3. Define the terms dew-point, relative humidity, and explain how you obtain the latter from the former.

4. Describe fully the experiments you would make, and give the calculations necessary for determining the apparent expansion of mercury in glass.

5. Show that the intensity of the illumination due to light received from a spherical luminary whose intrinsic brightness is μ, at a point from which the luminary subtends a cone of semi-vertical angle a, on a surface the normal to which makes an angle 0 with the axis of the cone is equal to sin2

μπ

a cos 0.

6. Give a geometrical construction for the path of a ray of light through a prism, and by its means prove that the deviation is a minimum when the ray passes symmetrically through the prism; and a maximum when the ray enters or leaves one face of the prism perpendicularly to that face.

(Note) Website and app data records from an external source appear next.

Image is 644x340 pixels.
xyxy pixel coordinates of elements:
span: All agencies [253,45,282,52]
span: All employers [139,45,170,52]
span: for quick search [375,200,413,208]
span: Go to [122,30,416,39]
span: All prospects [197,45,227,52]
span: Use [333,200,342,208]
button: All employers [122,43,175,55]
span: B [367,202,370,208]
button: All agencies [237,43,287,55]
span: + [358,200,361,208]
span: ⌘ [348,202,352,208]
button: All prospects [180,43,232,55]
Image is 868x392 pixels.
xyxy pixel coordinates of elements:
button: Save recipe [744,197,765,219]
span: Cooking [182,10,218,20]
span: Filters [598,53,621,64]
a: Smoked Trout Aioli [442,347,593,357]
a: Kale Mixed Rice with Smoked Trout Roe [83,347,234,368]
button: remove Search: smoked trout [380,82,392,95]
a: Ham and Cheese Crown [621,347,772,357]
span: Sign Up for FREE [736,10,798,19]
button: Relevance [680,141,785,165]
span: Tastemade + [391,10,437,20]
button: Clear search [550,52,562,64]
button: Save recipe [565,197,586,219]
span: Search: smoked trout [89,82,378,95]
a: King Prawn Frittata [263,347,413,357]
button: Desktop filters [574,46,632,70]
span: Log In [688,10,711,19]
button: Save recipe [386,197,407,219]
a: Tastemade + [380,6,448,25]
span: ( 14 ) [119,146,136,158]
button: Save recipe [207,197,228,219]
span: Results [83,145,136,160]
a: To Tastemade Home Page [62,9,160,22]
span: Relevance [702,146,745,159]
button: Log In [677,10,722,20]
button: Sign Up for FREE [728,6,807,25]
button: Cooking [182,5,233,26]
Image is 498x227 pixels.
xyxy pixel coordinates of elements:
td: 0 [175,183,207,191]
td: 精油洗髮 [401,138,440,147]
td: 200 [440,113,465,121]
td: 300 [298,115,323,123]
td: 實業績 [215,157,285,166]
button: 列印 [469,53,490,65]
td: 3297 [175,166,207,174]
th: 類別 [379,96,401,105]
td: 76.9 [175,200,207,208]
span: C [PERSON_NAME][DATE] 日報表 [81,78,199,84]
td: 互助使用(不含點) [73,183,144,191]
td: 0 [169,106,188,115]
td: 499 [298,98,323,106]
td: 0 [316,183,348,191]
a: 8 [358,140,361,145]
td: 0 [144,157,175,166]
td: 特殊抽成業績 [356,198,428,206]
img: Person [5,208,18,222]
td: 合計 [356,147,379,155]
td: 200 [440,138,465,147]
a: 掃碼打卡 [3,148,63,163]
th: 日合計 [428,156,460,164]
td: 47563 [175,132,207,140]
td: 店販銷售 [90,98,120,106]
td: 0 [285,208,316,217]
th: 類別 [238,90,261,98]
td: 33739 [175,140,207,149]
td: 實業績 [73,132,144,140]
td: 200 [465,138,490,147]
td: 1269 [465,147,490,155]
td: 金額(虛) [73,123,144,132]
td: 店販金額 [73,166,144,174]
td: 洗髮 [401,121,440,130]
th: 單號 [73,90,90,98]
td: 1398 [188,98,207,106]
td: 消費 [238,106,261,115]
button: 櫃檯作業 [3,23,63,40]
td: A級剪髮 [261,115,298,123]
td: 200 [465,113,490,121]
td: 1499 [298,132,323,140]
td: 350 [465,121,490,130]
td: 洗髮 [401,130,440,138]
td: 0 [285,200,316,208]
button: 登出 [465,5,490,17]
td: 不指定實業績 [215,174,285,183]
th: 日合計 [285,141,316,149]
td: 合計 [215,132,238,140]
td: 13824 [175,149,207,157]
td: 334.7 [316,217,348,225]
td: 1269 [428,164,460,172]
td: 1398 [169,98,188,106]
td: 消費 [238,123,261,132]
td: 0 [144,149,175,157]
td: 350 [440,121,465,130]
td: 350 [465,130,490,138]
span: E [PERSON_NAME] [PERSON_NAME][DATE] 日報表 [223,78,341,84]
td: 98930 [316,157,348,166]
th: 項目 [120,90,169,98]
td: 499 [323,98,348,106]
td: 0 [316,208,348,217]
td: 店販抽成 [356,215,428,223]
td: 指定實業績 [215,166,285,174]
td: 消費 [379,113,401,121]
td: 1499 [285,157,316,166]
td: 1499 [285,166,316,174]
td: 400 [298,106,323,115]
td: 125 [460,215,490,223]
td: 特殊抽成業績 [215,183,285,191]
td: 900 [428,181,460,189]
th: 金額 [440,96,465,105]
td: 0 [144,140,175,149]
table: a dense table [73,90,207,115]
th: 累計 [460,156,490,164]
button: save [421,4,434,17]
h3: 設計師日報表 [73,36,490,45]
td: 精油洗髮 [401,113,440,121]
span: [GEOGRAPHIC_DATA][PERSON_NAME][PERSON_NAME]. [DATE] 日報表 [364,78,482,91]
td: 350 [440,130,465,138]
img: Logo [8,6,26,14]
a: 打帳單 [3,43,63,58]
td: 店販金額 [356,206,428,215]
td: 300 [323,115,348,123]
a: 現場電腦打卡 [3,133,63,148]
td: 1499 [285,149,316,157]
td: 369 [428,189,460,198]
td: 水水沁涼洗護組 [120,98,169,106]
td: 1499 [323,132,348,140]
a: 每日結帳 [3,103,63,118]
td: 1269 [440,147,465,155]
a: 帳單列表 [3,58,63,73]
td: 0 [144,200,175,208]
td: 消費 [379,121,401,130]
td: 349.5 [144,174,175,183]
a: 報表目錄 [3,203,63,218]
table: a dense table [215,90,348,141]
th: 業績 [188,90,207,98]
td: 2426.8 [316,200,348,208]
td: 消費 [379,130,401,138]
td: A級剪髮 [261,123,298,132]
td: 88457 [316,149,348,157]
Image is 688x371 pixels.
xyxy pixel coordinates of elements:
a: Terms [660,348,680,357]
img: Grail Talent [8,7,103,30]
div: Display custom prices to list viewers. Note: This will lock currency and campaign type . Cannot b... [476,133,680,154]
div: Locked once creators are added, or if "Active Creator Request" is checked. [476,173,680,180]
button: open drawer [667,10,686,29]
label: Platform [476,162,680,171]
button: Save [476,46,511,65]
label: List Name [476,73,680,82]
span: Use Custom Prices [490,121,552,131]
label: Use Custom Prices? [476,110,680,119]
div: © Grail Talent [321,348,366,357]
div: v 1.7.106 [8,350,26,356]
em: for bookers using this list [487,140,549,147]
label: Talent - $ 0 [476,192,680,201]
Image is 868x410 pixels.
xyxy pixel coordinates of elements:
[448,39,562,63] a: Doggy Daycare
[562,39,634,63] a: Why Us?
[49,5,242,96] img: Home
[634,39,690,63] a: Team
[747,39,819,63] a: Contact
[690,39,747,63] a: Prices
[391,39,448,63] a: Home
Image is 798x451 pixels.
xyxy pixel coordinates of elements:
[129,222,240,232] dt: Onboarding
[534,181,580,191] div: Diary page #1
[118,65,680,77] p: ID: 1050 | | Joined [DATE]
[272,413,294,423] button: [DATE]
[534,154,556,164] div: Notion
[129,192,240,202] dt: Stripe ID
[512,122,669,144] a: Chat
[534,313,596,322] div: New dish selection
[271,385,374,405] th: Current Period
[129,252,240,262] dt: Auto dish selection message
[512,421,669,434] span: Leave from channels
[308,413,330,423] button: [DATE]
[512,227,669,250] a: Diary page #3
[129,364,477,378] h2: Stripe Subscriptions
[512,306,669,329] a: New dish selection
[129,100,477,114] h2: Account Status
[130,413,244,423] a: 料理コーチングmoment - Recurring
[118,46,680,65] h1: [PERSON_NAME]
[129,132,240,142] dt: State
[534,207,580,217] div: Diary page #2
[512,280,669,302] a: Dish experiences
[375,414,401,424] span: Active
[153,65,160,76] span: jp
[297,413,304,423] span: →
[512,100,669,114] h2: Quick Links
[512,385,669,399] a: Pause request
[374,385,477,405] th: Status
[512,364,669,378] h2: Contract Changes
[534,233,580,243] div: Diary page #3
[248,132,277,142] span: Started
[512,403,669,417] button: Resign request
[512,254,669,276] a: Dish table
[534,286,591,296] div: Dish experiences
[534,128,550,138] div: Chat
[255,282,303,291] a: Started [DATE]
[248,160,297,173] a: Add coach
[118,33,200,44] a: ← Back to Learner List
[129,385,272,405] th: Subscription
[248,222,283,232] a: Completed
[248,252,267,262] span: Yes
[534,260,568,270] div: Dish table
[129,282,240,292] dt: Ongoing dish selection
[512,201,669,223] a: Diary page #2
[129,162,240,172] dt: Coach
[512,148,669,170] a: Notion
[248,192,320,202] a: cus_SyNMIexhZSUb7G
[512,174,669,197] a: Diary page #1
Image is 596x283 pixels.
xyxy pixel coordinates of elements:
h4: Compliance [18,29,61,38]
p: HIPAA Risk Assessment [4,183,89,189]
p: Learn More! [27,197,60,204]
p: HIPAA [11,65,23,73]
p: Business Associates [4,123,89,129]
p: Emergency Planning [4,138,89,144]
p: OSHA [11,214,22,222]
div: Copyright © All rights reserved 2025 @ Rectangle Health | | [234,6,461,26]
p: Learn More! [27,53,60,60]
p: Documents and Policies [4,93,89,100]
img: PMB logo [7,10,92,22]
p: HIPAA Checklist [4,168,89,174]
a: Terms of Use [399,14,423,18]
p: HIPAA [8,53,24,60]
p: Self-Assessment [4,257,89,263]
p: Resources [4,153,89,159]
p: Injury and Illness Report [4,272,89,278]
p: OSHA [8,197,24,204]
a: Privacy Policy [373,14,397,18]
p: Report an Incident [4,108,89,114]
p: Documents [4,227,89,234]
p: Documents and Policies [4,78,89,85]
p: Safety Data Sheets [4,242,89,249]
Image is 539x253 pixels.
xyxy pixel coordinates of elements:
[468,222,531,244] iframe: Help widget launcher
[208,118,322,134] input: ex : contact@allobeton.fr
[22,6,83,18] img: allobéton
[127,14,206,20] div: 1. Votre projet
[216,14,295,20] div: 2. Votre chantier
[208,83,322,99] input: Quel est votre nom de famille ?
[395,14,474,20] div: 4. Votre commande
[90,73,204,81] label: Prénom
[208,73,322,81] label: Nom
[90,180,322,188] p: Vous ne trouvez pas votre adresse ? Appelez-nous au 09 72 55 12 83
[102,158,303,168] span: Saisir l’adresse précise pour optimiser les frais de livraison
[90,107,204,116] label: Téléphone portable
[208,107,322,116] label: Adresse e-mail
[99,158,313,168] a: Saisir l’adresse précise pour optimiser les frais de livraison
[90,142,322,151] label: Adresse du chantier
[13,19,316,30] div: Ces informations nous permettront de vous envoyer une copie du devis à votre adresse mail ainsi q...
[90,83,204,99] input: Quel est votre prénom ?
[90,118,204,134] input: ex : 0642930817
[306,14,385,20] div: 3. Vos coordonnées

7. Define the coefficient of elasticity for a gas.

What is its value for a gas at constant temperature, and what is its value under the circumstances which occur in the propagation of sound?

8. In what way do variations of temperature affect the pitch of the note given by

(1) an organ-pipe,

(2) a piano-wire?

Give reasons for your answer.

9. Describe how to compare the moments of two magnets by a statical method, and prove any formulæ required.

10. It is required to reduce the sensitiveness of a galvanometer whose resistance is 100 ohms to one-sixth, and at the same time to supply it with an outside resistance which shall render its total resistance in circuit the same as before. What should be the resistance of the shunt, and of the compensating resistance?

11. State the law which determines the quantity of heat generated by a given electric current in flowing through a conductor of given resistance.

Two cells have internal resistances, each equal to 3 ohms. In one case they are joined up in series with a wire of 3 ohms resistance in the external circuit. In another case they are joined up in parallel with the same wire in circuit. Compare the total heat evolved in the two cases respectively, and show in each case its distribution between cells and wire.

12. Give a sketch showing the connections of batteries, keys, galvanoscopes, relays, sounders, &c., at both ends of a telegraphic line (Morse system), the sounders being worked by local currents.